RELATED: Why is Processed Meat So Dangerous?

"Shrimp is the number one consumed seafood in the US [...] but the way we're getting it now isn't sustainable," Barnes told Laura Ling. In fact, 38% of the world's mangroves have been destroyed in order to create shrimp farms. New Wave Foods doesn't involved any farming or fishing. Their product looks, smells and tastes like shrimp, but it's created from plants and algae in a lab and then goes through a proprietary process that gives it the consistency of real shrimp.

Perhaps most surprisingly, it also has the same nutritional value as real shrimp. "Our product will have a very similar nutritional value, as far as having high protein, low fat. Because it's made out of plants and algae, it will be zero cholesterol. And even if you have a shellfish allergy, you will most likely be able to consume our product because we don't have that same component," said Barnes.

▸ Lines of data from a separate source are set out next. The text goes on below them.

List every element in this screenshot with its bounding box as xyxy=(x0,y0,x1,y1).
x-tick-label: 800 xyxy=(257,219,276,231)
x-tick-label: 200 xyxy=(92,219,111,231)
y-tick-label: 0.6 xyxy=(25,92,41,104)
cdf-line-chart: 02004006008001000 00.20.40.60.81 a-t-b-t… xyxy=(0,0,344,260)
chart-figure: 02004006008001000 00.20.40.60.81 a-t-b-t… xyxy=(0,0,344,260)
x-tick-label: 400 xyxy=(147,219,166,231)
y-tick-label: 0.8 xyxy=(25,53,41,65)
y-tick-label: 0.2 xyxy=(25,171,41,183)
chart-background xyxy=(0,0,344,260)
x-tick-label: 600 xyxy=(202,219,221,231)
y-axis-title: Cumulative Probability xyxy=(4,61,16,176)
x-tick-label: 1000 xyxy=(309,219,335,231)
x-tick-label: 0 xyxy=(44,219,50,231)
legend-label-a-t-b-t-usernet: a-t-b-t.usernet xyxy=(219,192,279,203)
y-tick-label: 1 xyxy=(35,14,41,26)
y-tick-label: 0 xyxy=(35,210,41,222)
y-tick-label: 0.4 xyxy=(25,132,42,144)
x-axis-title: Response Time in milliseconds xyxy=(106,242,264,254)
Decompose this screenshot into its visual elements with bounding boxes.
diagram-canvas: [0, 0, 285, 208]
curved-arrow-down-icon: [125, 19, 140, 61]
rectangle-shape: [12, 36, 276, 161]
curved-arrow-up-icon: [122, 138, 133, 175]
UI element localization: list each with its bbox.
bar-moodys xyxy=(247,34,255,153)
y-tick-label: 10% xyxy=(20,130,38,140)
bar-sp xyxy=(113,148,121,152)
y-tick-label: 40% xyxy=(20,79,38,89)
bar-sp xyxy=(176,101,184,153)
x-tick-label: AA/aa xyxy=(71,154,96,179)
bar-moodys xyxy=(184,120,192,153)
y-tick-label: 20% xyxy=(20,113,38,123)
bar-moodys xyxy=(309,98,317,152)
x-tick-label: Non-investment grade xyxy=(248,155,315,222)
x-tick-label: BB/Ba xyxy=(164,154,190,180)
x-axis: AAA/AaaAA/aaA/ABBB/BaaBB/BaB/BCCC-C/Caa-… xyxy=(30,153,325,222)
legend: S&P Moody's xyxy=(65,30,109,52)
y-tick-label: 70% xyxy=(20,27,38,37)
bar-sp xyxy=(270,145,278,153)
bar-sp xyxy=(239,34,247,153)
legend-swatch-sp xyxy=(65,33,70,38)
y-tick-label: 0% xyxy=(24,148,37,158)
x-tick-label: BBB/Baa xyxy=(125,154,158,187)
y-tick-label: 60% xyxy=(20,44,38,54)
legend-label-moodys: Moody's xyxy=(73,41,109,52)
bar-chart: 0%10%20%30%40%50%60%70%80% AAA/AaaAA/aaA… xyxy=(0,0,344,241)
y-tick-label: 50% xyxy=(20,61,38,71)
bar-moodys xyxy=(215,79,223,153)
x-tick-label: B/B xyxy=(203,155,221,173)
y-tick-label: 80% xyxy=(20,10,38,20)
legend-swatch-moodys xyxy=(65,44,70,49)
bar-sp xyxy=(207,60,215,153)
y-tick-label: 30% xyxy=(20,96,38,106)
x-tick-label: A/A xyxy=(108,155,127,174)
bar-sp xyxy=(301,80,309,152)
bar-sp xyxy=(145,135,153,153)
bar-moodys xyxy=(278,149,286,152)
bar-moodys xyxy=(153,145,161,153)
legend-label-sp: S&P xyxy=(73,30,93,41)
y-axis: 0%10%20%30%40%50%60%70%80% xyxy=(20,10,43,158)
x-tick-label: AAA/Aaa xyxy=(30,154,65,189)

New Wave Foods isn't the only company delving into the world of lab grown meat as a sustainable alternative to traditionally farmed meat. Memphis Meats, also based in Nor Cal, grows stem cells from cows, pigs and chickens to create "cultured meat" as they prefer to call it.

RELATED: Can We Replace All Food With Something Else?

Memphis Meats CEO, Uma Valeti, M.D., told Fortune, "Conventional meat production is inherently inefficient," and he thinks it's time the industry had an update. The way meat is currently produced takes 23 calories of feed to produce 1 calorie of beef. Memphis Meats says that not only does its cultured meat reduce that amount to 3 to 1, it also uses 90% less water and 50% less land than traditional methods.

Another benefit to lab grown meat could be the added health benefits. While we don't yet know the long-term benefits or risks associated with eating lab grown meat, we do know that earlier this year, the World Health Organization classified (conventional) red meat as "probably carcinogenic" and processed meat as "carcinogenic to humans."

The particular component or components of red meat that actually cause cancer has not yet been identified, but scientists suspect that one of them is heme iron, which is found almost exclusively in red meat and can cause DNA damage and cancer. According to lab grown meat producers like Memphis Meats, their product can be produced entirely without heme iron, in theory making it safer for human consumption than traditional red meat.

RELATED: Why Does Fake Meat Taste So Bad?

The success of lab grown meat companies like New Wave Foods and Memphis Meats will also heavily depend on how the product actually tastes. Barnes and Wolf agree. "What it comes down to is taste. So we can apply all these amazing processes, but if it doesn't taste amazing, then consumers aren't going to accept it," Wolf told Seeker.

The shrimp from New Wave Foods got the official taste test approval from Laura Ling as well as her seafood connoisseur father, Doug. They both agreed that the fake shrimp looked, smelled and tasted pretty darn close to the real thing.

Barnes told Ling that the main priorities of New Wave Foods are the consumer and the environment. "I think it's going to take a lot of these great ideas that are coming to market, to help solve some of the problems that we see in our food supply chain. Our ultimate goal is really to continue to create delicious food that's good for you and the environment."